Reed Cavendish Wealth Management - Fed Likely to 'Have Investors' Backs' in 2019
TAIPEI, Taiwan, January 10, 2019 (Newswire.com) - The US Federal Reserve is set to gently ease off the monetary policy brakes in 2019 according to Taipei, Taiwan-based investment house, Reed Cavendish Wealth Management.
The firm says the turmoil that gripped equity markets in the last trading sessions of 2018 was partly caused by concerns over the US central bank’s telegraphed trajectory for interest rate rises in 2019. The Fed raised interest rates four times in 2018 as part of a monetary tightening policy aimed at unwinding the extraordinary stimulus it unleashed in the aftermath of the financial crisis and the Great Recession. It held interest rates at near-zero for 8 years and launched a quantitative easing program that swelled its balance sheet to $4.5 trillion.

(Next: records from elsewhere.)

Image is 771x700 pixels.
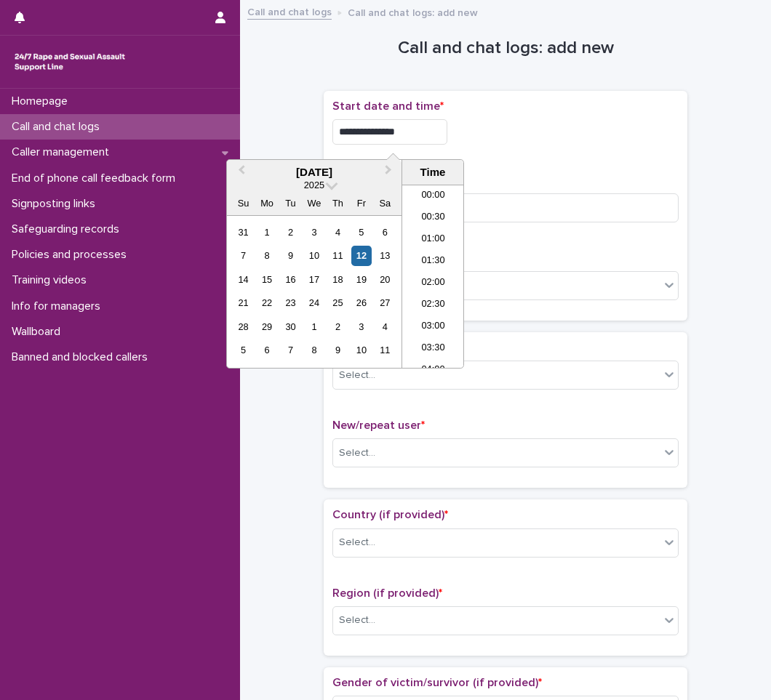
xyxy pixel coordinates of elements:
[402,317,464,338] li: 03:00
[332,101,444,112] span: Start date and time
[352,340,371,360] div: Choose Friday, October 10th, 2025
[6,197,107,211] p: Signposting links
[6,274,98,287] p: Training videos
[304,293,324,313] div: Choose Wednesday, September 24th, 2025
[375,246,395,266] div: Choose Saturday, September 13th, 2025
[332,509,448,521] span: Country (if provided)
[233,270,253,289] div: Choose Sunday, September 14th, 2025
[233,246,253,266] div: Choose Sunday, September 7th, 2025
[348,3,478,19] p: Call and chat logs: add new
[281,317,301,337] div: Choose Tuesday, September 30th, 2025
[324,38,687,59] h1: Call and chat logs: add new
[6,300,112,313] p: Info for managers
[6,223,131,236] p: Safeguarding records
[332,677,542,689] span: Gender of victim/survivor (if provided)
[328,270,348,289] div: Choose Thursday, September 18th, 2025
[304,246,324,266] div: Choose Wednesday, September 10th, 2025
[257,340,276,360] div: Choose Monday, October 6th, 2025
[233,293,253,313] div: Choose Sunday, September 21st, 2025
[402,295,464,317] li: 02:30
[257,293,276,313] div: Choose Monday, September 22nd, 2025
[328,317,348,337] div: Choose Thursday, October 2nd, 2025
[281,223,301,242] div: Choose Tuesday, September 2nd, 2025
[352,293,371,313] div: Choose Friday, September 26th, 2025
[402,338,464,360] li: 03:30
[304,340,324,360] div: Choose Wednesday, October 8th, 2025
[402,251,464,273] li: 01:30
[232,220,396,362] div: month 2025-09
[304,270,324,289] div: Choose Wednesday, September 17th, 2025
[402,229,464,251] li: 01:00
[332,588,443,599] span: Region (if provided)
[352,270,371,289] div: Choose Friday, September 19th, 2025
[233,317,253,337] div: Choose Sunday, September 28th, 2025
[328,193,348,213] div: Th
[352,246,371,266] div: Choose Friday, September 12th, 2025
[257,193,276,213] div: Mo
[6,94,80,108] p: Homepage
[402,185,464,207] li: 00:00
[6,145,121,159] p: Caller management
[228,162,252,184] button: Previous Month
[6,325,72,339] p: Wallboard
[257,246,276,266] div: Choose Monday, September 8th, 2025
[281,270,301,289] div: Choose Tuesday, September 16th, 2025
[375,270,395,289] div: Choose Saturday, September 20th, 2025
[375,193,395,213] div: Sa
[6,351,159,365] p: Banned and blocked callers
[339,368,375,383] div: Select...
[6,248,138,261] p: Policies and processes
[328,223,348,242] div: Choose Thursday, September 4th, 2025
[352,317,371,337] div: Choose Friday, October 3rd, 2025
[328,340,348,360] div: Choose Thursday, October 9th, 2025
[6,120,111,134] p: Call and chat logs
[375,293,395,313] div: Choose Saturday, September 27th, 2025
[11,47,128,76] img: rhQMoQhaT3yELyF149Cw
[402,360,464,382] li: 04:00
[304,193,324,213] div: We
[281,246,301,266] div: Choose Tuesday, September 9th, 2025
[281,340,301,360] div: Choose Tuesday, October 7th, 2025
[375,340,395,360] div: Choose Saturday, October 11th, 2025
[304,179,324,191] span: 2025
[339,446,375,461] div: Select...
[6,171,187,185] p: End of phone call feedback form
[233,223,253,242] div: Choose Sunday, August 31st, 2025
[328,246,348,266] div: Choose Thursday, September 11th, 2025
[257,270,276,289] div: Choose Monday, September 15th, 2025
[248,3,331,19] a: Call and chat logs
[332,420,425,431] span: New/repeat user
[304,223,324,242] div: Choose Wednesday, September 3rd, 2025
[304,317,324,337] div: Choose Wednesday, October 1st, 2025
[227,166,401,179] div: [DATE]
[402,207,464,229] li: 00:30
[257,223,276,242] div: Choose Monday, September 1st, 2025
[257,317,276,337] div: Choose Monday, September 29th, 2025
[339,535,375,551] div: Select...
[352,193,371,213] div: Fr
[281,193,301,213] div: Tu
[375,223,395,242] div: Choose Saturday, September 6th, 2025
[233,193,253,213] div: Su
[281,293,301,313] div: Choose Tuesday, September 23rd, 2025
[402,273,464,295] li: 02:00
[375,317,395,337] div: Choose Saturday, October 4th, 2025
[352,223,371,242] div: Choose Friday, September 5th, 2025
[406,166,460,179] div: Time
[379,162,401,184] button: Next Month
[339,613,375,629] div: Select...
[328,293,348,313] div: Choose Thursday, September 25th, 2025
[233,340,253,360] div: Choose Sunday, October 5th, 2025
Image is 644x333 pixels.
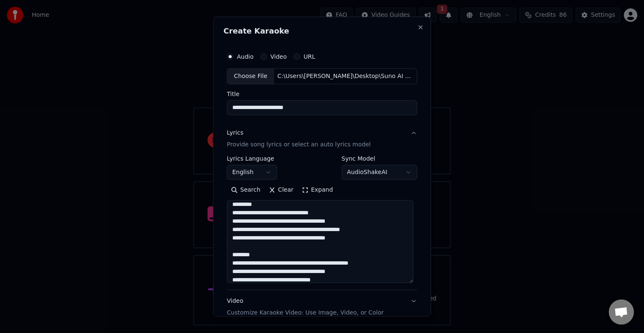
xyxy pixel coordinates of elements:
label: Title [227,91,417,97]
label: Audio [237,53,254,59]
label: Video [271,53,287,59]
label: URL [303,53,315,59]
button: Search [227,183,265,197]
div: Lyrics [227,129,243,137]
div: LyricsProvide song lyrics or select an auto lyrics model [227,156,417,290]
button: VideoCustomize Karaoke Video: Use Image, Video, or Color [227,290,417,323]
button: Expand [298,183,337,197]
label: Lyrics Language [227,156,277,162]
div: Choose File [227,69,275,84]
button: LyricsProvide song lyrics or select an auto lyrics model [227,122,417,156]
p: Provide song lyrics or select an auto lyrics model [227,140,371,149]
div: C:\Users\[PERSON_NAME]\Desktop\Suno AI Music Generator\Arthe World Songs\Lore Songs\Revenge of th... [275,72,417,81]
p: Customize Karaoke Video: Use Image, Video, or Color [227,309,384,317]
button: Clear [265,183,298,197]
label: Sync Model [342,156,417,162]
h2: Create Karaoke [223,27,421,35]
div: Video [227,297,384,317]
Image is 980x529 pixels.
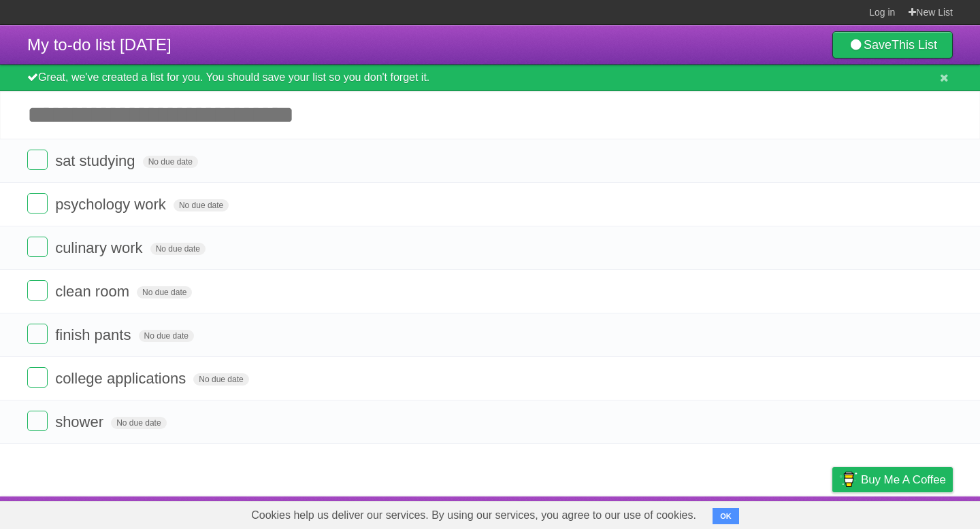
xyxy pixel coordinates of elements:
[892,38,937,52] b: This List
[712,508,739,525] button: OK
[137,287,192,299] span: No due date
[27,150,48,170] label: Done
[55,327,134,344] span: finish pants
[696,500,751,526] a: Developers
[27,411,48,431] label: Done
[832,467,953,492] a: Buy me a coffee
[27,193,48,213] label: Done
[139,330,194,342] span: No due date
[55,283,133,300] span: clean room
[237,502,709,529] span: Cookies help us deliver our services. By using our services, you agree to our use of cookies.
[143,156,198,168] span: No due date
[55,196,169,213] span: psychology work
[55,413,107,430] span: shower
[174,199,229,212] span: No due date
[55,370,189,387] span: college applications
[27,281,48,301] label: Done
[861,468,946,492] span: Buy me a coffee
[768,500,798,526] a: Terms
[814,500,850,526] a: Privacy
[55,152,138,169] span: sat studying
[111,417,166,429] span: No due date
[27,324,48,344] label: Done
[27,367,48,388] label: Done
[867,500,953,526] a: Suggest a feature
[55,240,145,257] span: culinary work
[27,36,172,54] span: My to-do list [DATE]
[832,31,953,59] a: SaveThis List
[193,373,248,386] span: No due date
[651,500,680,526] a: About
[27,236,48,257] label: Done
[839,468,858,491] img: Buy me a coffee
[151,243,206,255] span: No due date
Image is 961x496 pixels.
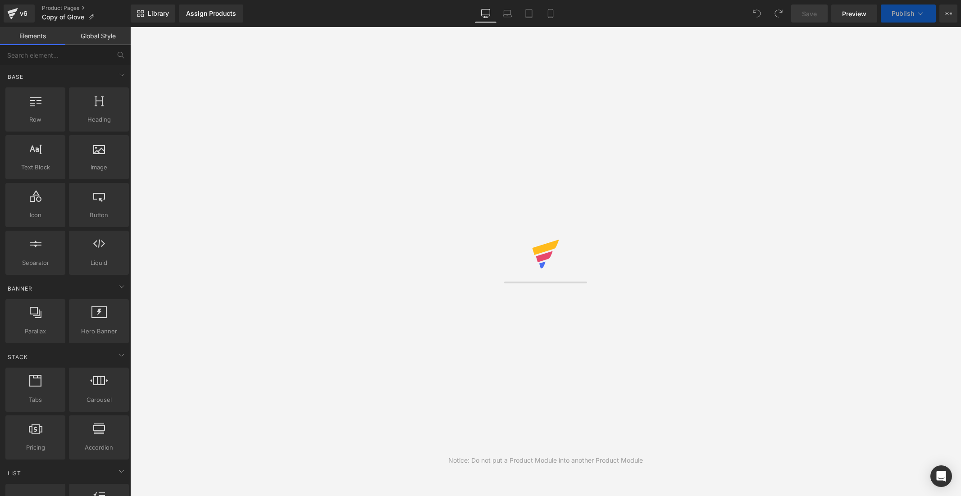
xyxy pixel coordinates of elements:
[881,5,936,23] button: Publish
[7,73,24,81] span: Base
[939,5,957,23] button: More
[891,10,914,17] span: Publish
[842,9,866,18] span: Preview
[769,5,787,23] button: Redo
[72,210,126,220] span: Button
[496,5,518,23] a: Laptop
[930,465,952,487] div: Open Intercom Messenger
[42,5,131,12] a: Product Pages
[475,5,496,23] a: Desktop
[748,5,766,23] button: Undo
[802,9,817,18] span: Save
[131,5,175,23] a: New Library
[8,443,63,452] span: Pricing
[8,258,63,268] span: Separator
[7,284,33,293] span: Banner
[72,115,126,124] span: Heading
[8,210,63,220] span: Icon
[72,163,126,172] span: Image
[65,27,131,45] a: Global Style
[72,443,126,452] span: Accordion
[8,163,63,172] span: Text Block
[186,10,236,17] div: Assign Products
[8,327,63,336] span: Parallax
[148,9,169,18] span: Library
[448,455,643,465] div: Notice: Do not put a Product Module into another Product Module
[7,469,22,477] span: List
[72,258,126,268] span: Liquid
[831,5,877,23] a: Preview
[42,14,84,21] span: Copy of Glove
[72,395,126,404] span: Carousel
[8,395,63,404] span: Tabs
[8,115,63,124] span: Row
[4,5,35,23] a: v6
[72,327,126,336] span: Hero Banner
[7,353,29,361] span: Stack
[518,5,540,23] a: Tablet
[540,5,561,23] a: Mobile
[18,8,29,19] div: v6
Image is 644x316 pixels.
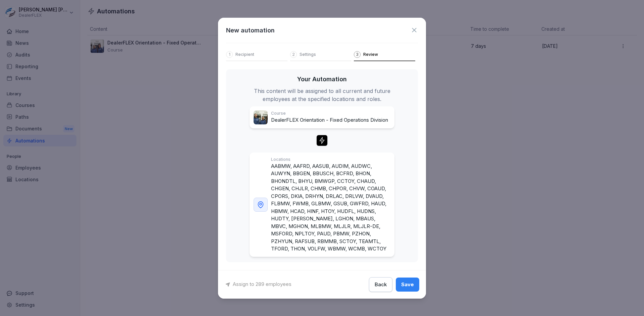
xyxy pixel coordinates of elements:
[401,281,413,288] div: Save
[226,26,275,35] h1: New automation
[395,277,419,292] button: Save
[250,87,394,103] p: This content will be assigned to all current and future employees at the specified locations and ...
[290,51,297,58] div: 2
[368,277,392,292] button: Back
[271,156,390,163] p: Locations
[297,75,346,83] p: Your Automation
[271,116,388,124] p: DealerFLEX Orientation - Fixed Operations Division
[299,52,316,57] p: Settings
[271,163,390,253] p: AABMW, AAFRD, AASUB, AUDIM, AUDWC, AUWYN, BBGEN, BBUSCH, BCFRD, BHON, BHONDTL, BHYU, BMWGP, CCTOY...
[232,281,291,288] p: Assign to 289 employees
[235,52,254,57] p: Recipient
[363,52,378,57] p: Review
[353,51,361,58] div: 3
[375,281,387,288] div: Back
[271,111,388,116] p: Course
[226,51,232,58] div: 1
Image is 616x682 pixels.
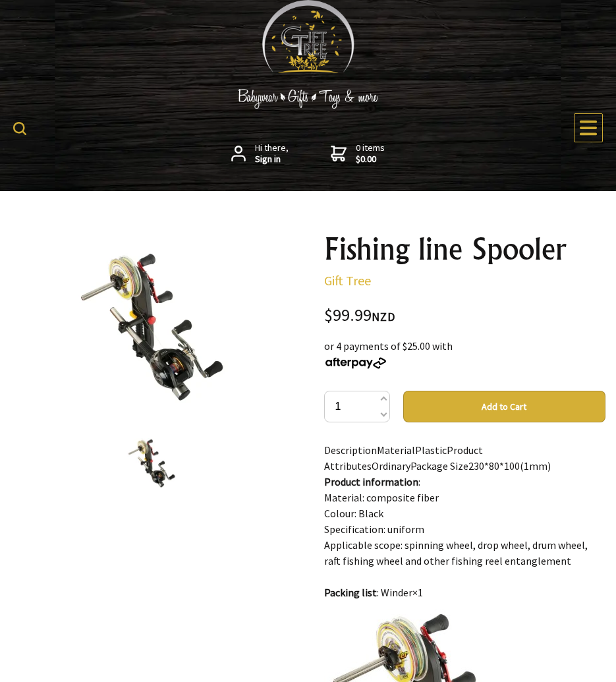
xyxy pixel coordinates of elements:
strong: $0.00 [356,154,384,165]
strong: Sign in [255,154,289,165]
img: Babywear - Gifts - Toys & more [209,89,407,109]
img: product search [13,122,27,135]
span: NZD [372,309,396,325]
h1: Fishing line Spooler [324,233,606,265]
div: $99.99 [324,307,606,325]
strong: Product information [324,475,419,489]
a: Gift Tree [324,272,371,289]
p: : Material: composite fiber Colour: Black Specification: uniform Applicable scope: spinning wheel... [324,474,606,600]
div: or 4 payments of $25.00 with [324,338,606,370]
img: Afterpay [324,357,387,369]
span: Hi there, [255,142,289,165]
a: 0 items$0.00 [331,142,384,165]
img: Fishing line Spooler [126,438,176,489]
span: 0 items [356,142,384,165]
strong: Packing list [324,586,377,599]
button: Add to Cart [403,391,606,422]
img: Fishing line Spooler [75,251,228,403]
a: Hi there,Sign in [231,142,289,165]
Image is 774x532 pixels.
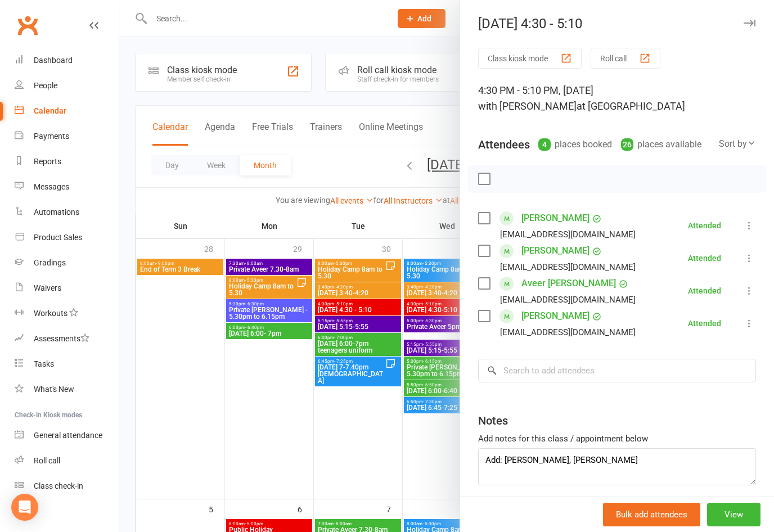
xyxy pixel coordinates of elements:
[478,83,756,115] div: 4:30 PM - 5:10 PM, [DATE]
[478,48,582,69] button: Class kiosk mode
[14,352,119,377] a: Tasks
[500,325,636,340] div: [EMAIL_ADDRESS][DOMAIN_NAME]
[460,16,774,31] div: [DATE] 4:30 - 5:10
[14,449,119,474] a: Roll call
[707,503,761,527] button: View
[688,254,721,262] div: Attended
[34,457,60,465] div: Roll call
[34,359,54,369] div: Tasks
[478,100,577,112] span: with [PERSON_NAME]
[591,48,660,69] button: Roll call
[14,12,41,39] a: Clubworx
[14,250,119,275] a: Gradings
[34,157,62,166] div: Reports
[34,81,57,90] div: People
[34,107,67,115] div: Calendar
[14,326,119,352] a: Assessments
[14,275,119,301] a: Waivers
[12,494,38,521] div: Open Intercom Messenger
[34,482,83,491] div: Class check-in
[538,138,551,151] div: 4
[478,359,756,383] input: Search to add attendees
[34,56,72,65] div: Dashboard
[14,301,119,326] a: Workouts
[603,503,701,527] button: Bulk add attendees
[14,99,119,124] a: Calendar
[34,207,79,217] div: Automations
[34,309,67,318] div: Workouts
[34,183,69,191] div: Messages
[14,200,119,225] a: Automations
[14,423,119,449] a: General attendance kiosk mode
[14,175,119,200] a: Messages
[538,137,612,152] div: places booked
[500,260,636,275] div: [EMAIL_ADDRESS][DOMAIN_NAME]
[522,307,590,325] a: [PERSON_NAME]
[522,209,590,228] a: [PERSON_NAME]
[688,222,721,230] div: Attended
[621,137,702,152] div: places available
[688,320,721,328] div: Attended
[621,138,633,151] div: 26
[34,334,89,344] div: Assessments
[522,275,616,293] a: Aveer [PERSON_NAME]
[500,293,636,307] div: [EMAIL_ADDRESS][DOMAIN_NAME]
[34,385,74,394] div: What's New
[14,377,119,402] a: What's New
[14,225,119,250] a: Product Sales
[14,474,119,499] a: Class kiosk mode
[34,431,102,440] div: General attendance
[34,283,62,293] div: Waivers
[14,73,119,99] a: People
[688,287,721,295] div: Attended
[34,132,69,141] div: Payments
[34,233,82,242] div: Product Sales
[14,149,119,175] a: Reports
[522,242,590,260] a: [PERSON_NAME]
[478,137,530,152] div: Attendees
[478,413,508,429] div: Notes
[14,124,119,149] a: Payments
[14,48,119,73] a: Dashboard
[577,100,686,112] span: at [GEOGRAPHIC_DATA]
[478,432,756,446] div: Add notes for this class / appointment below
[34,258,66,267] div: Gradings
[719,137,756,151] div: Sort by
[500,228,636,242] div: [EMAIL_ADDRESS][DOMAIN_NAME]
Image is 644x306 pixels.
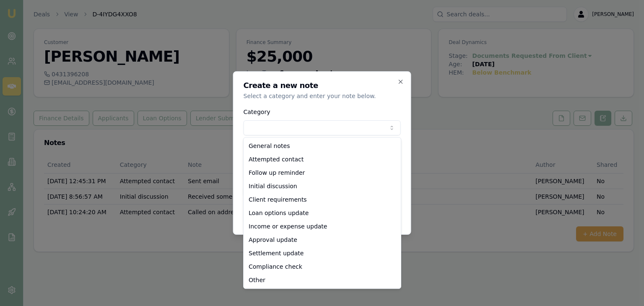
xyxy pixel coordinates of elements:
[249,263,303,270] span: Compliance check
[249,209,308,217] span: Loan options update
[249,181,297,190] span: Initial discussion
[249,235,297,244] span: Approval update
[249,168,305,177] span: Follow up reminder
[249,222,327,230] span: Income or expense update
[249,276,266,284] span: Other
[249,155,304,163] span: Attempted contact
[249,196,307,203] span: Client requirements
[249,248,304,257] span: Settlement update
[249,142,289,150] span: General notes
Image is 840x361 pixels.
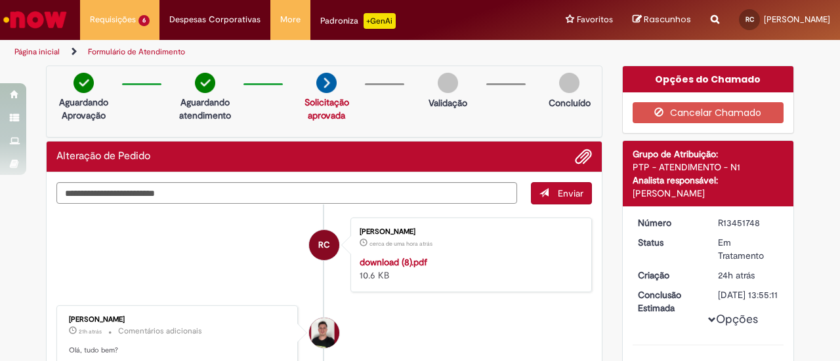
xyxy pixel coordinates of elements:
div: [DATE] 13:55:11 [718,289,779,302]
div: Em Tratamento [718,236,779,262]
img: img-circle-grey.png [438,73,458,93]
span: Enviar [558,188,583,199]
span: RC [318,230,330,261]
p: Aguardando Aprovação [52,96,115,122]
span: Favoritos [577,13,613,26]
button: Cancelar Chamado [632,102,784,123]
div: [PERSON_NAME] [632,187,784,200]
p: +GenAi [363,13,396,29]
ul: Trilhas de página [10,40,550,64]
div: 27/08/2025 11:07:53 [718,269,779,282]
time: 28/08/2025 09:24:57 [369,240,432,248]
span: 6 [138,15,150,26]
a: Solicitação aprovada [304,96,349,121]
div: R13451748 [718,216,779,230]
dt: Status [628,236,708,249]
img: img-circle-grey.png [559,73,579,93]
div: Grupo de Atribuição: [632,148,784,161]
p: Validação [428,96,467,110]
small: Comentários adicionais [118,326,202,337]
img: ServiceNow [1,7,69,33]
span: Rascunhos [644,13,691,26]
div: Matheus Henrique Drudi [309,318,339,348]
div: Analista responsável: [632,174,784,187]
button: Enviar [531,182,592,205]
dt: Criação [628,269,708,282]
button: Adicionar anexos [575,148,592,165]
div: 10.6 KB [359,256,578,282]
time: 27/08/2025 13:37:43 [79,328,102,336]
a: Rascunhos [632,14,691,26]
div: Padroniza [320,13,396,29]
span: Requisições [90,13,136,26]
div: Renata Riguete Steffens Cardoso [309,230,339,260]
a: Formulário de Atendimento [88,47,185,57]
p: Concluído [548,96,590,110]
a: download (8).pdf [359,256,427,268]
span: [PERSON_NAME] [764,14,830,25]
time: 27/08/2025 11:07:53 [718,270,754,281]
dt: Número [628,216,708,230]
div: PTP - ATENDIMENTO - N1 [632,161,784,174]
a: Página inicial [14,47,60,57]
img: arrow-next.png [316,73,337,93]
h2: Alteração de Pedido Histórico de tíquete [56,151,150,163]
div: [PERSON_NAME] [359,228,578,236]
span: RC [745,15,754,24]
span: 21h atrás [79,328,102,336]
img: check-circle-green.png [73,73,94,93]
p: Aguardando atendimento [173,96,237,122]
span: 24h atrás [718,270,754,281]
img: check-circle-green.png [195,73,215,93]
div: [PERSON_NAME] [69,316,287,324]
textarea: Digite sua mensagem aqui... [56,182,517,204]
span: More [280,13,300,26]
div: Opções do Chamado [623,66,794,92]
span: Despesas Corporativas [169,13,260,26]
span: cerca de uma hora atrás [369,240,432,248]
dt: Conclusão Estimada [628,289,708,315]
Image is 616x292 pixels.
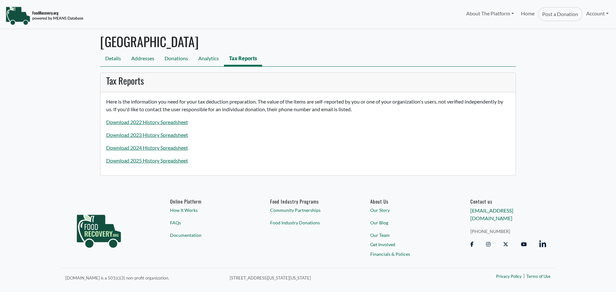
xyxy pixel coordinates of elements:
a: Donations [159,52,193,66]
a: Financials & Polices [370,251,446,258]
a: Home [517,7,538,21]
p: [STREET_ADDRESS][US_STATE][US_STATE] [230,274,427,282]
a: Download 2023 History Spreadsheet [106,132,188,138]
a: Tax Reports [224,52,262,66]
a: Documentation [170,232,246,239]
p: [DOMAIN_NAME] is a 501(c)(3) non-profit organization. [65,274,222,282]
a: Terms of Use [526,274,550,280]
a: [EMAIL_ADDRESS][DOMAIN_NAME] [470,208,513,222]
a: How It Works [170,207,246,214]
h3: Tax Reports [106,75,510,86]
a: Get Involved [370,242,446,248]
a: Addresses [126,52,159,66]
a: Account [582,7,612,20]
img: food_recovery_green_logo-76242d7a27de7ed26b67be613a865d9c9037ba317089b267e0515145e5e51427.png [70,199,128,259]
a: Food Industry Donations [270,219,346,226]
a: Download 2022 History Spreadsheet [106,119,188,125]
a: Community Partnerships [270,207,346,214]
h6: Online Platform [170,199,246,204]
a: Our Team [370,232,446,239]
a: About The Platform [462,7,517,20]
a: Privacy Policy [496,274,522,280]
span: | [523,272,525,280]
a: Post a Donation [538,7,582,21]
a: Analytics [193,52,224,66]
a: Download 2024 History Spreadsheet [106,145,188,151]
img: NavigationLogo_FoodRecovery-91c16205cd0af1ed486a0f1a7774a6544ea792ac00100771e7dd3ec7c0e58e41.png [5,6,83,25]
h6: Food Industry Programs [270,199,346,204]
a: Download 2025 History Spreadsheet [106,157,188,164]
a: About Us [370,199,446,204]
a: FAQs [170,219,246,226]
a: [PHONE_NUMBER] [470,228,546,235]
a: Our Story [370,207,446,214]
h6: Contact us [470,199,546,204]
p: Here is the information you need for your tax deduction preparation. The value of the items are s... [106,98,510,113]
a: Details [100,52,126,66]
h1: [GEOGRAPHIC_DATA] [100,34,516,49]
a: Our Blog [370,219,446,226]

The Fed now believes the US economy is strong enough to withstand higher interest rates and, with unemployment at record lows; there is evidence to suggest that this may be the case. Nevertheless, much of the boom in stock prices and other risky assets is owed to the huge liquidity resulting from the Fed’s stimulus and removing that liquidity is having an adverse effect on stock prices.
The Fed has come under fire from firebrand US President, Donald Trump. He has criticized the central bank heavily for raising interest rates and trying to reduce its balance sheet too quickly. According to Reed Cavendish Wealth Management, Mr. Trump has taken much of the credit for the stock market’s impressive rally since his election triumph in 2016, and any crash will almost certainly reflect badly on him and his chances for re-election in 2020.
Reed Cavendish Wealth Management analysts say they expect the Fed to back down on rate hikes and say there may even be a chance of a rate cut in 2019 if the economy shows signs of slowing too quickly, something that could prove extremely positive for stocks.